[DB-SIG] Towards a single parameter style
Matthew T. Kromer
matt@zope.com
Wed, 19 Feb 2003 09:56:41 -0500
Kevin Jacobs wrote:
>Again, no. The goal is to have multiple commands floating around. In the
>interest of clarity, here is a more realistic use case:
>
> connection = connect(...)
> commands = getSQL()
> commands = [ connection.prepare(sql) for sql in commands ]
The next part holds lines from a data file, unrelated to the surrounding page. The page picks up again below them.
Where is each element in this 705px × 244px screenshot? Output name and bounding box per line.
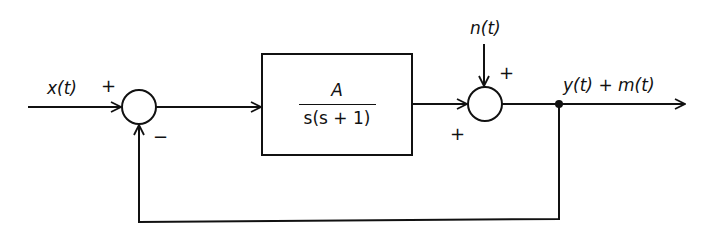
tf-denominator: s(s + 1) <box>304 105 371 127</box>
tf-numerator: A <box>331 82 343 104</box>
disturbance-label: n(t) <box>470 20 501 37</box>
feedback-minus-sign: − <box>153 128 168 146</box>
output-label: y(t) + m(t) <box>563 77 655 94</box>
disturbance-plus-sign: + <box>499 64 514 82</box>
input-plus-sign: + <box>101 77 116 95</box>
transfer-function: A s(s + 1) <box>262 54 412 155</box>
input-label: x(t) <box>47 80 77 97</box>
summing-junction-1 <box>122 90 156 124</box>
pickoff-point <box>555 100 563 108</box>
plant-plus-sign: + <box>450 125 465 143</box>
summing-junction-2 <box>468 87 502 121</box>
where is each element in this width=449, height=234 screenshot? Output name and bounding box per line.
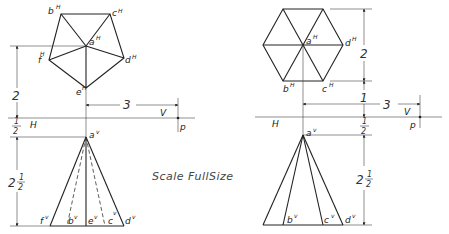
dim-3-left: 3 bbox=[123, 98, 131, 112]
label-b-front-right: b bbox=[287, 215, 293, 225]
svg-text:H: H bbox=[118, 7, 123, 14]
left-ground-line: H V p bbox=[8, 108, 195, 132]
left-pentagon-top-view: b H c H a H f H d H e H bbox=[38, 3, 137, 97]
svg-text:H: H bbox=[352, 35, 357, 42]
label-d-front-right: d bbox=[345, 215, 351, 225]
svg-text:v: v bbox=[132, 213, 136, 220]
svg-text:2: 2 bbox=[366, 180, 371, 189]
label-c-front: c bbox=[108, 216, 113, 226]
label-H-left: H bbox=[30, 120, 37, 130]
svg-text:H: H bbox=[96, 34, 101, 41]
svg-text:1: 1 bbox=[14, 117, 19, 126]
svg-text:v: v bbox=[313, 126, 317, 133]
label-a-top: a bbox=[89, 37, 95, 47]
svg-text:v: v bbox=[96, 128, 100, 135]
label-b-top: b bbox=[48, 6, 54, 16]
scale-caption: Scale FullSize bbox=[152, 170, 234, 183]
left-pyramid-front-view: a v f v b v e v c v d v bbox=[40, 128, 136, 226]
svg-text:v: v bbox=[352, 212, 356, 219]
label-V-right: V bbox=[404, 107, 411, 117]
svg-text:H: H bbox=[40, 50, 45, 57]
svg-text:H: H bbox=[56, 3, 61, 10]
label-d-front: d bbox=[125, 216, 131, 226]
label-H-right: H bbox=[272, 119, 279, 129]
dim-2-right-top: 2 bbox=[360, 47, 368, 61]
label-a-top-right: a bbox=[306, 36, 312, 46]
svg-text:v: v bbox=[94, 213, 98, 220]
svg-text:v: v bbox=[331, 212, 335, 219]
svg-text:H: H bbox=[290, 81, 295, 88]
svg-text:2: 2 bbox=[18, 183, 23, 192]
dim-1-right: 1 bbox=[360, 91, 368, 105]
label-a-front-right: a bbox=[306, 128, 312, 138]
right-ground-line: H V p bbox=[255, 107, 442, 130]
label-c-front-right: c bbox=[324, 215, 329, 225]
label-c-top-right: c bbox=[322, 84, 327, 94]
dim-2-half-right: 2 bbox=[356, 173, 364, 187]
label-p-left: p bbox=[179, 122, 186, 132]
dim-2-half-left: 2 bbox=[8, 176, 16, 190]
label-a-front: a bbox=[89, 130, 95, 140]
svg-text:v: v bbox=[74, 213, 78, 220]
label-p-right: p bbox=[409, 120, 416, 130]
label-d-top: d bbox=[125, 55, 131, 65]
svg-text:2: 2 bbox=[361, 127, 366, 136]
svg-text:1: 1 bbox=[367, 170, 372, 179]
projection-drawing: b H c H a H f H d H e H 2 1 2 2 1 2 3 bbox=[0, 0, 449, 234]
svg-text:v: v bbox=[113, 209, 117, 216]
svg-text:1: 1 bbox=[362, 117, 367, 126]
svg-text:v: v bbox=[294, 212, 298, 219]
svg-text:H: H bbox=[132, 53, 137, 60]
svg-text:2: 2 bbox=[13, 127, 18, 136]
svg-text:v: v bbox=[45, 213, 49, 220]
label-V-left: V bbox=[160, 108, 167, 118]
svg-text:H: H bbox=[329, 81, 334, 88]
right-pyramid-front-view: a v b v c v d v bbox=[263, 126, 356, 225]
label-c-top: c bbox=[112, 8, 117, 18]
label-b-top-right: b bbox=[283, 84, 289, 94]
label-d-top-right: d bbox=[345, 38, 351, 48]
svg-text:H: H bbox=[313, 33, 318, 40]
svg-text:1: 1 bbox=[19, 173, 24, 182]
dim-2-left-top: 2 bbox=[12, 89, 20, 103]
dim-3-right: 3 bbox=[383, 98, 391, 112]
> descrs = [ command.description for command in commands ]
>
> cursor = connection.cursor()
> while 1:
> op = getNextOperation()
> i,args = decodeOp(op, descrs)
> cursor.execute(commands[i], args)
>
>This is a little contrived, since our real code doesn't dispatch commands in
>a single loop. They're spread out in a hierarchy of object and triggered by
>data-driven events. In some tests using native (vs. DB-API) interfaces, we
>obtain a 2.4x speedup by using prepared queries against a local database.
>
>
For what its worth, I ended up supporting something *similar* to this
for DCOracle2 in order to support some old features of DCOracle.
Connection.prepare(statement) returns a new cursor with a prepared
statement. It acts just like a cursor, except that if only keyword
arguments are passed, it will use its previously prepared statement for
execution, otherwise None may be passed in as the statement to use the
previously prepared statement. This isn't perfect -- the prepared
cursor is still a cursor, and so it won't restrict itself to only using
the command that it was originally prepared with, and the original
DCOracle case never used positional parameters, it only handles keyword
arguments:
cmd = connection.prepare(statement)
cmd.execute(var1=val1, var2=val2, [...])
However, your example clearly demonstrates a "statement handle" type of
object which is distinct from a cursor (even though in most DB's they
are probably the same -- certainly they are for Oracle.)